Exclude pictures; retype the lines below from the line containing "The image size" through the end of the records, both ends kept.

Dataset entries
= = = = =

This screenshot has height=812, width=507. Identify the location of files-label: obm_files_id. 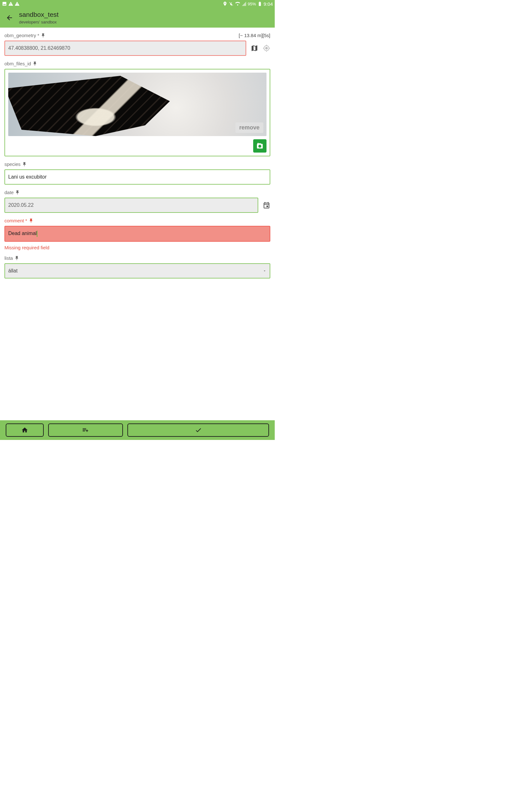
(18, 64).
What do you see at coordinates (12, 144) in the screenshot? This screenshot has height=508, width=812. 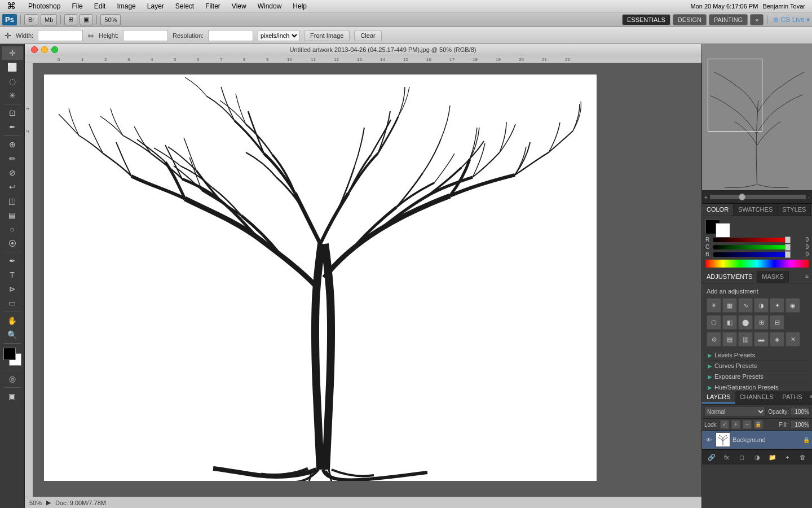 I see `healing-tool: ⊕` at bounding box center [12, 144].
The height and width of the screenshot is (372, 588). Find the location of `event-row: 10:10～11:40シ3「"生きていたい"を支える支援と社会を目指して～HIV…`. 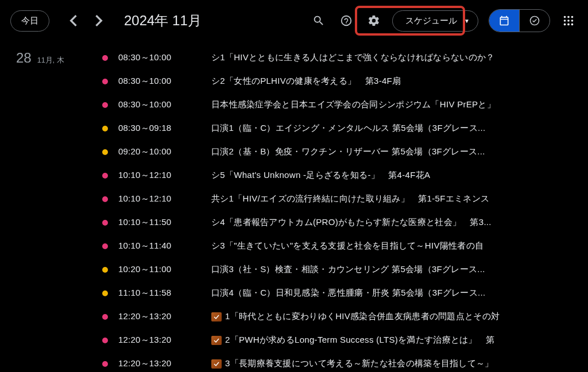

event-row: 10:10～11:40シ3「"生きていたい"を支える支援と社会を目指して～HIV… is located at coordinates (294, 246).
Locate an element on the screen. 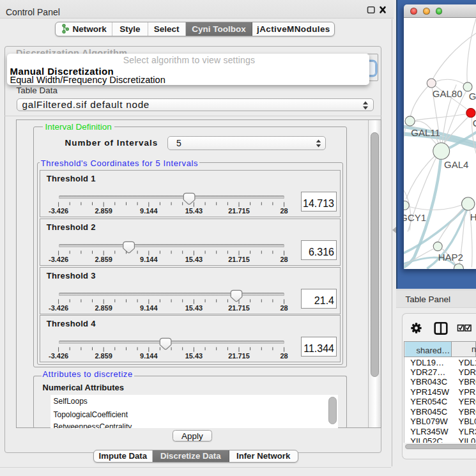 The width and height of the screenshot is (476, 476). svg-text: GA is located at coordinates (472, 96).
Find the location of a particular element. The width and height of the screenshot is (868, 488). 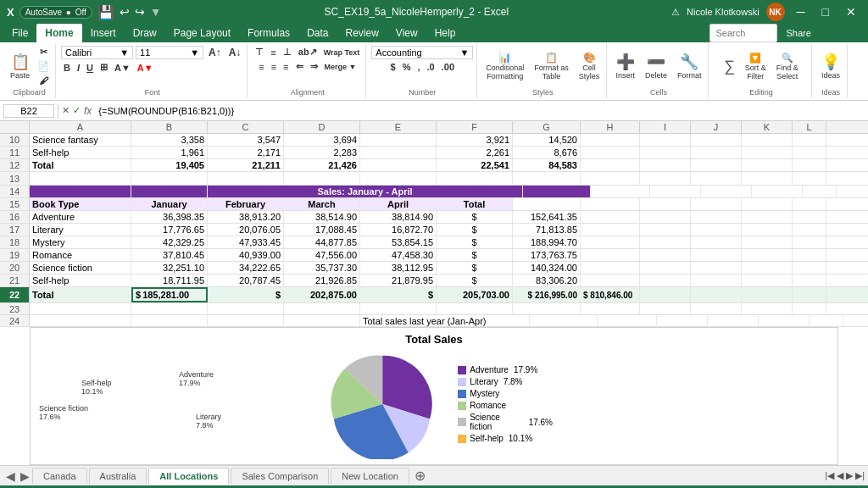

cell-g14 is located at coordinates (557, 191).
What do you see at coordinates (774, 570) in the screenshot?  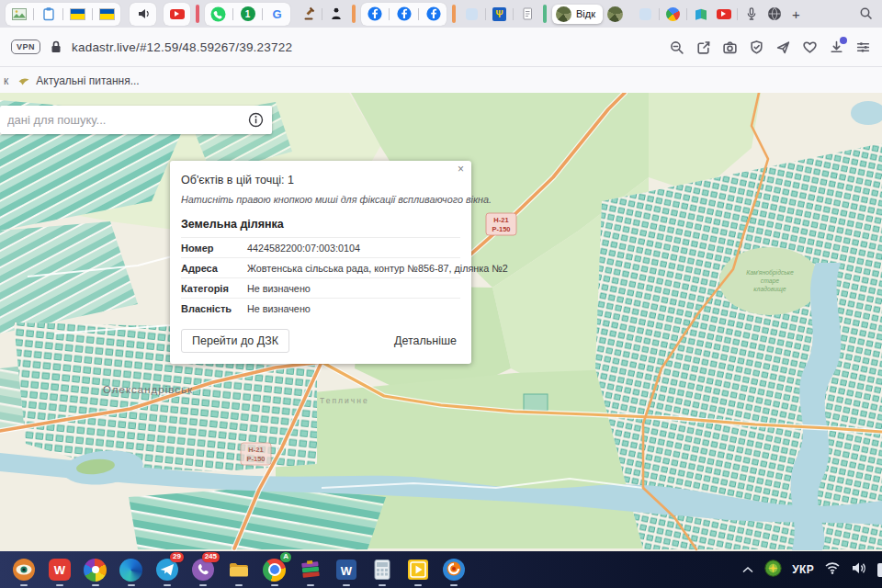 I see `tray-green-app-icon` at bounding box center [774, 570].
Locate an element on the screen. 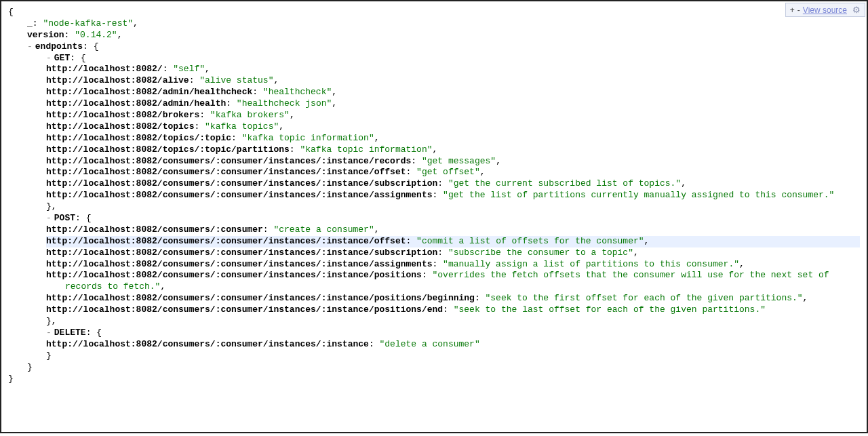 Image resolution: width=868 pixels, height=436 pixels. json-viewer-toolbar: + - View source ⚙ is located at coordinates (825, 9).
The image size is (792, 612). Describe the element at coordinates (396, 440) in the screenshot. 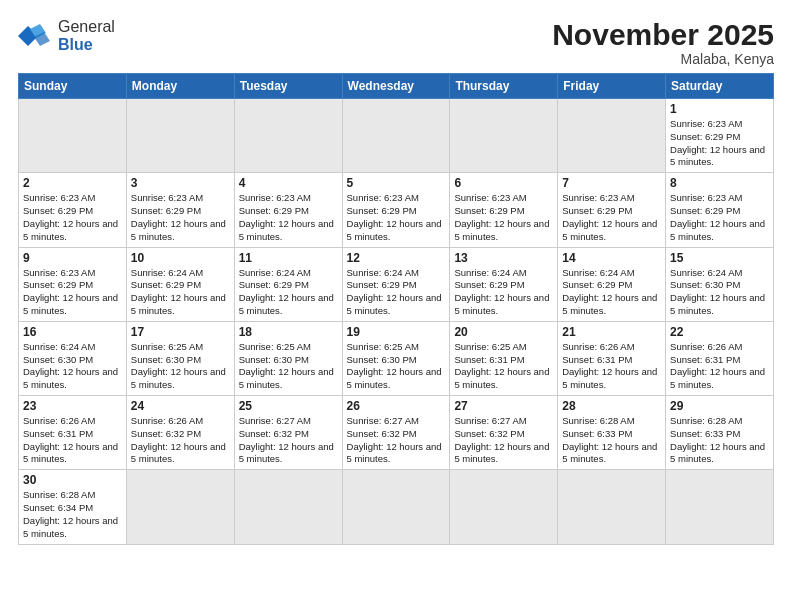

I see `day-info: Sunrise: 6:27 AMSunset: 6:32 PMDaylight:…` at that location.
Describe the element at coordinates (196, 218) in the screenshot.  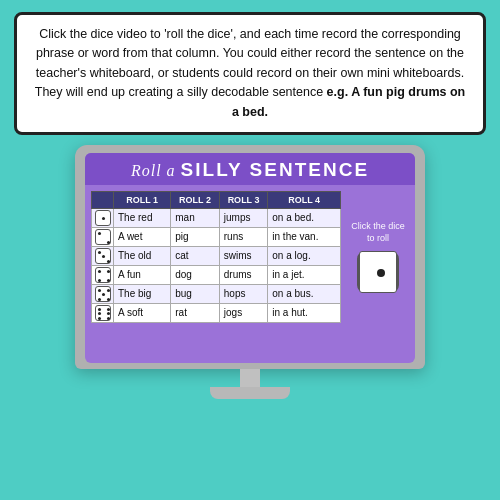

= = = = =

Response to the exercise —
The image size is (792, 612). Describe the element at coordinates (396, 440) in the screenshot. 

I see `day-info: Sunrise: 6:27 AMSunset: 6:32 PMDaylight:…` at that location.
Describe the element at coordinates (196, 218) in the screenshot.  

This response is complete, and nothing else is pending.